Reading Roundup–April 2024

April was a productive month for reading. I read nine books, two of which were audio books, and started two others. Most of the books were “fluff”–easy and escapist reads (yes, they were Regency historical for the most part. Sorry, but those are my guilty pleasures.)

I didn’t read many of the books that came with the two monthly book club boxes; the only one I read was A Fate Inked in Blood, a fantasy novel based on Norse mythology. It is one of several books I read in April featuring strong female characters. I enjoyed this book, but it dealt with some hard issues: father-son relationships; female friendships, loyalty and betrayal; and domestic violence, not to mention war and the threat of war. The novel provided lots to think about while reading it.

Murder, I Spy was advertised as Downton meets Miss Scarlett. I loved the PBS series, The Miss Scarlett Mysteries, and I enjoyed a couple of the books on which the series was based. The lead character is a femme fatale, sort of, who lives a double life as a frivolous socialite and a spy for the British government. When a friend and fellow spy is murdered, she teams up with a British aristocrat to solve his murder. There is mischief and mayhem a-plenty in this novel.

A Proud Woman and A Singular Woman are the first two books in a series by Sarah F. Noel. Lady Tabitha (aka Lady Tabby Cat) is recently widowed. She teams up with the new earl, her husband’s cousin, to solve a variety of mysteries and murders. The novel is partly romance as the recently widowed Tabitha and Jeremy, the new earl (aka Wolf) work together. The Dowager Countess, unfortunately, becomes something of a fly in the ointment for them as she pushes her way into their investigations. I thoroughly enjoyed these books. I wasn’t sure I would like listening to them, but I found that I did! I know I read to my students quite often, and they loved the “read-aloud” days. I think I do, too.

I have read the hype about Sarah Maas’s books, so I gave A Court of Thorns and Roses a read. I “think” I liked it. I know that it kept my interest, and I wanted to see how it ended. It is most certainly a retelling of the Beauty and the Beast fairy tale with a hint of The Hunger Games in the setting of a distant, but oppressive “government” controlling the provinces and districts. I did not find the male lead very appealing, though. I liked his sidekick better. I have not read the other books in the series yet; the second one is waiting in my Kindle library and in my Audible library.

Of the books I started in April, Jane Eyre is a re-read, or maybe it’s a re-re-re-re-re-read (think Aretha Franklin’s refrain in “Respect”). I remember reading Jane Eyre in high school at the recommendation of my English teacher, Norma Richardson, who suggested so many favorite books and led me to so many literary discoveries. I still remember the cover of the first copy of Jane Eyre: a Scholastic book club edition with a white cover and the title is black stylized type face. I couldn’t name the font now if you asked me! Reading at age 66 is quite a bit different from reading at age 16. I see how the character of Jane was rebeling against the societal norms for women in the nineteenth century and how that rebellion created the problems she dealt with. I am savoring this book, making it a slow read.

Another series of books that I read in high school were the books in Mary Stewart’s Arthurian trilogy, beginning with The Crystal Cave and The Hollow Hills. I did not realize that she also wrote mysteries. So, I was pleasantly pleased to discover Touch Not the Cat, published in 1974. I enjoyed this book. Again, it featured a female lead as the investigator into the mysteries surrounding the estate she is trying to save from her cousins who are trying to sell it out from under her to pay off their debts. There is a hint of the supernatural as the main character has a psychic link with another she calls “lover.” In the end there is a romance and a happy, if not completely joyful, ending.

In the midst of these books, I am still reading Les Miserables–another slow read so that I can savor the language, the characters, and the complexities of the plot. I may finish it by the end of summer!

As I write this, I am expecting my next shipment from Book of the Month. In a day or two, the books from the Aardvark Book Club will arrive. In addition, I will be receiving a nonfiction book about the photography of Thomas Merton. Over the weekend, the complete set of Jane Austen novels arrived. I will have plenty to read this month, and I’m looking forward to it!

I love conversation, the close, intimate kind amongst friends. Won't you join me? I look forward to a good coze.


EXERCISE DIRECTIONS
Extract every line below that contains the word "page".

Dataset records on visual material
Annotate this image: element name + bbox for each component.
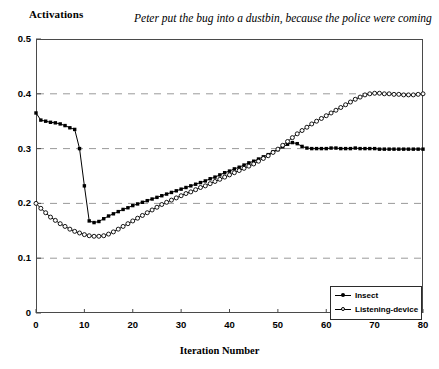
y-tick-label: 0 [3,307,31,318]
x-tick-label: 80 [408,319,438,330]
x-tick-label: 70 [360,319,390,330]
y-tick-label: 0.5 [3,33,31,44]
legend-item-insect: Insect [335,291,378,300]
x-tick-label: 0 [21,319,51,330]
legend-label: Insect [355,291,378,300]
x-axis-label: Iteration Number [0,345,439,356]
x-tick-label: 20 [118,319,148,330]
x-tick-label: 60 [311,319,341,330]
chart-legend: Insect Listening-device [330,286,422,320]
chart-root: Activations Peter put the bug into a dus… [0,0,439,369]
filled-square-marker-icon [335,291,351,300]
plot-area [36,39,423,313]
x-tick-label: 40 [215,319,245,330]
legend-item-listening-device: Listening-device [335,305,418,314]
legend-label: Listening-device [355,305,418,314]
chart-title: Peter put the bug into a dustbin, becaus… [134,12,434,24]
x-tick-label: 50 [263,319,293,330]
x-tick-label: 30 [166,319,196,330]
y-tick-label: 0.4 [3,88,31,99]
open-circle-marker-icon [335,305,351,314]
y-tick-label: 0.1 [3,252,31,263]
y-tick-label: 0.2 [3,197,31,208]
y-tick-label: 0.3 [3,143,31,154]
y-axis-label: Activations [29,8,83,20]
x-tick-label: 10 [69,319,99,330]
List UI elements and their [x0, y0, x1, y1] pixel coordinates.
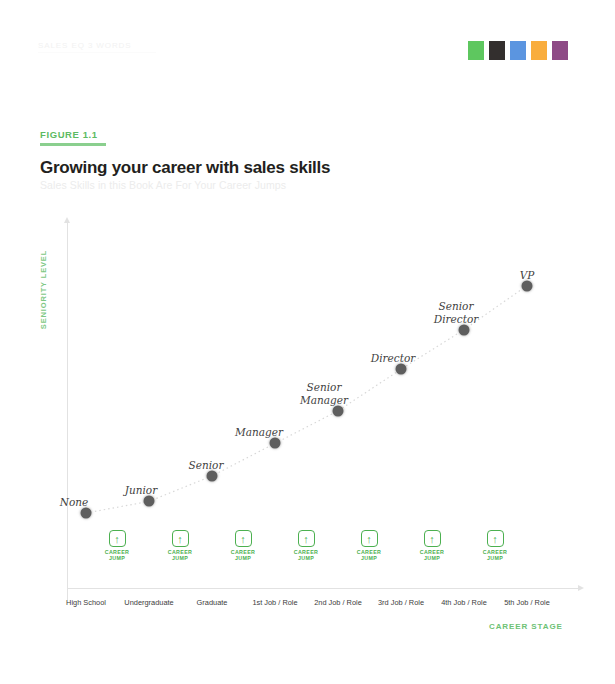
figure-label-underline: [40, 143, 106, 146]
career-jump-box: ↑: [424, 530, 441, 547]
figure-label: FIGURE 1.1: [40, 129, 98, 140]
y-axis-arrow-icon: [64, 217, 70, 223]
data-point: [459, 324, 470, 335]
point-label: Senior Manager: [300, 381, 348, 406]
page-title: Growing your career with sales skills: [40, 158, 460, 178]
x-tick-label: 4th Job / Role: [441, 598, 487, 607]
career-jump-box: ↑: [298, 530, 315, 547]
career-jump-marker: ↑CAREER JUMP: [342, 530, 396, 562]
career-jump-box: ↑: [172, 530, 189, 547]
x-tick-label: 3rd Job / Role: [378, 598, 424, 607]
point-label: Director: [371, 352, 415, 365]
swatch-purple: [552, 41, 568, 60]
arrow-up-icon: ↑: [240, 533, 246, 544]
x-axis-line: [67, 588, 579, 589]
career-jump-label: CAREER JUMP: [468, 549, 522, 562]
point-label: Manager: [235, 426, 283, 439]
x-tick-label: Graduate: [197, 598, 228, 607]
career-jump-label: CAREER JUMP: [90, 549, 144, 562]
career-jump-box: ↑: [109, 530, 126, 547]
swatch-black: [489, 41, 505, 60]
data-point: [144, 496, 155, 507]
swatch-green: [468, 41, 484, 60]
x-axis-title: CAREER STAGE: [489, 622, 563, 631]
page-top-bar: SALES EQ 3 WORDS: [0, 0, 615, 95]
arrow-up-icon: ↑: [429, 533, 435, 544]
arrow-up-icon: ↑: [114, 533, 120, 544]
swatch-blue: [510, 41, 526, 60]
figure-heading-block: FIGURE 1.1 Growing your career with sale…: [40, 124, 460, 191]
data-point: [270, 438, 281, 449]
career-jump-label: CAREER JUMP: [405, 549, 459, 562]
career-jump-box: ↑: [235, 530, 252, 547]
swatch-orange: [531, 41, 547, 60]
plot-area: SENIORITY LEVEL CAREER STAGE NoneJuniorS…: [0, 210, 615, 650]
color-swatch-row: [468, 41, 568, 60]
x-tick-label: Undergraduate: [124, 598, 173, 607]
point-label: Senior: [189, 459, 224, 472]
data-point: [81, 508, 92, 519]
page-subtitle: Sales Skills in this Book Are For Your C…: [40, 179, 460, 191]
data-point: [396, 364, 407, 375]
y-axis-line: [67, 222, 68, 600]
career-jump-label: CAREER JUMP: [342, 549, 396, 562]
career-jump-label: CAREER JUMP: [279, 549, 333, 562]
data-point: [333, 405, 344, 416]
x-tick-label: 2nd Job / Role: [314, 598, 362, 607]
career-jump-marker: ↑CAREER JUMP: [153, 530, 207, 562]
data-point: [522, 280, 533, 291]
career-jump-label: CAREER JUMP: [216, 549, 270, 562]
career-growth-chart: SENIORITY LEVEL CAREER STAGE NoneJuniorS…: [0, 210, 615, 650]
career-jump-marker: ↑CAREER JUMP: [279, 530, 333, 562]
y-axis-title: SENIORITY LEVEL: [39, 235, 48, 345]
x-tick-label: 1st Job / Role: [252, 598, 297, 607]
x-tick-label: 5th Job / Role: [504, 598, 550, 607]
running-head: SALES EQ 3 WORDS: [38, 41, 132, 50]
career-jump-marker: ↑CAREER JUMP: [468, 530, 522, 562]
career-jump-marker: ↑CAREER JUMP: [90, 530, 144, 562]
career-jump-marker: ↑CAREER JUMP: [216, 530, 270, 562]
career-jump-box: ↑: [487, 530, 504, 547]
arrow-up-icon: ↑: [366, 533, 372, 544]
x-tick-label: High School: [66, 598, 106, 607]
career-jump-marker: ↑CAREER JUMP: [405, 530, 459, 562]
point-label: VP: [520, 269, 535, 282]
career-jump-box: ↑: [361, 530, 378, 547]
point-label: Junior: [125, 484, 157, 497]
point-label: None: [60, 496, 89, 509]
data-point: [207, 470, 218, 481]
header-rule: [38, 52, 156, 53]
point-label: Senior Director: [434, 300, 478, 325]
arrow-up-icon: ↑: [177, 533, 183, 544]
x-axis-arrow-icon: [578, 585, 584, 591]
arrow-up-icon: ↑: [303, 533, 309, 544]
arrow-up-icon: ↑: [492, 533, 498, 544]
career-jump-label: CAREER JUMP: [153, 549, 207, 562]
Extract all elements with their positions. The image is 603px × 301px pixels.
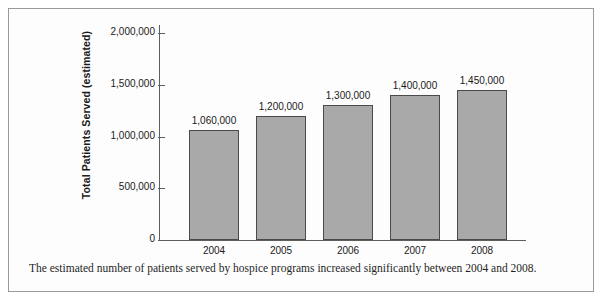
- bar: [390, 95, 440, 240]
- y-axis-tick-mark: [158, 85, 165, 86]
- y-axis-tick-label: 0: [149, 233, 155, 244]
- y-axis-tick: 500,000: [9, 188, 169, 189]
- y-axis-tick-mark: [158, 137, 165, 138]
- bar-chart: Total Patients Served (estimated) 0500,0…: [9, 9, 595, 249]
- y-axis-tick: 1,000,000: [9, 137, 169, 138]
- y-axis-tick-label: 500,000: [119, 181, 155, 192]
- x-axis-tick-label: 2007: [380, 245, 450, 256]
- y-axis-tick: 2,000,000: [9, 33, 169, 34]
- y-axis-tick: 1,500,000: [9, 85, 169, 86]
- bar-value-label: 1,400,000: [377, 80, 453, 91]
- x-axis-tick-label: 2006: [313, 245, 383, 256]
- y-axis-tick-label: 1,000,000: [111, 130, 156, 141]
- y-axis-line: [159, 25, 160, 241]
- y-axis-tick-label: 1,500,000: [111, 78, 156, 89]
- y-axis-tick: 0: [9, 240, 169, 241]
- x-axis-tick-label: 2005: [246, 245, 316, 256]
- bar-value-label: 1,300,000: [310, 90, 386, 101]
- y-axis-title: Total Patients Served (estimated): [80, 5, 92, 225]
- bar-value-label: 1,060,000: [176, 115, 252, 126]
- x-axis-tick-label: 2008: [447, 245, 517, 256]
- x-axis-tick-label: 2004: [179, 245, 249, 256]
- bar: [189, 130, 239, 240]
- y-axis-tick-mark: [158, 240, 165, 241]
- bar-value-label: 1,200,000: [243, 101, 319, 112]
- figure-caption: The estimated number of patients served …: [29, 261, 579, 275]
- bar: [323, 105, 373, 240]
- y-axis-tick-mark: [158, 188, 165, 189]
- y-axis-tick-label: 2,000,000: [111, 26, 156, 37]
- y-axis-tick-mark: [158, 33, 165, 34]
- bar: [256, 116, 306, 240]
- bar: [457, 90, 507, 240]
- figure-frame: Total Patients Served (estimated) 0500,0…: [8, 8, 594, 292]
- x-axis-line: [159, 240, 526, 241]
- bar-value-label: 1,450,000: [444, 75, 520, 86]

REPLY TO THE EXERCISE
page-title: Growing your career with sales skills: [40, 158, 460, 178]
page-top-bar: SALES EQ 3 WORDS: [0, 0, 615, 95]
page-subtitle: Sales Skills in this Book Are For Your C…: [40, 179, 460, 191]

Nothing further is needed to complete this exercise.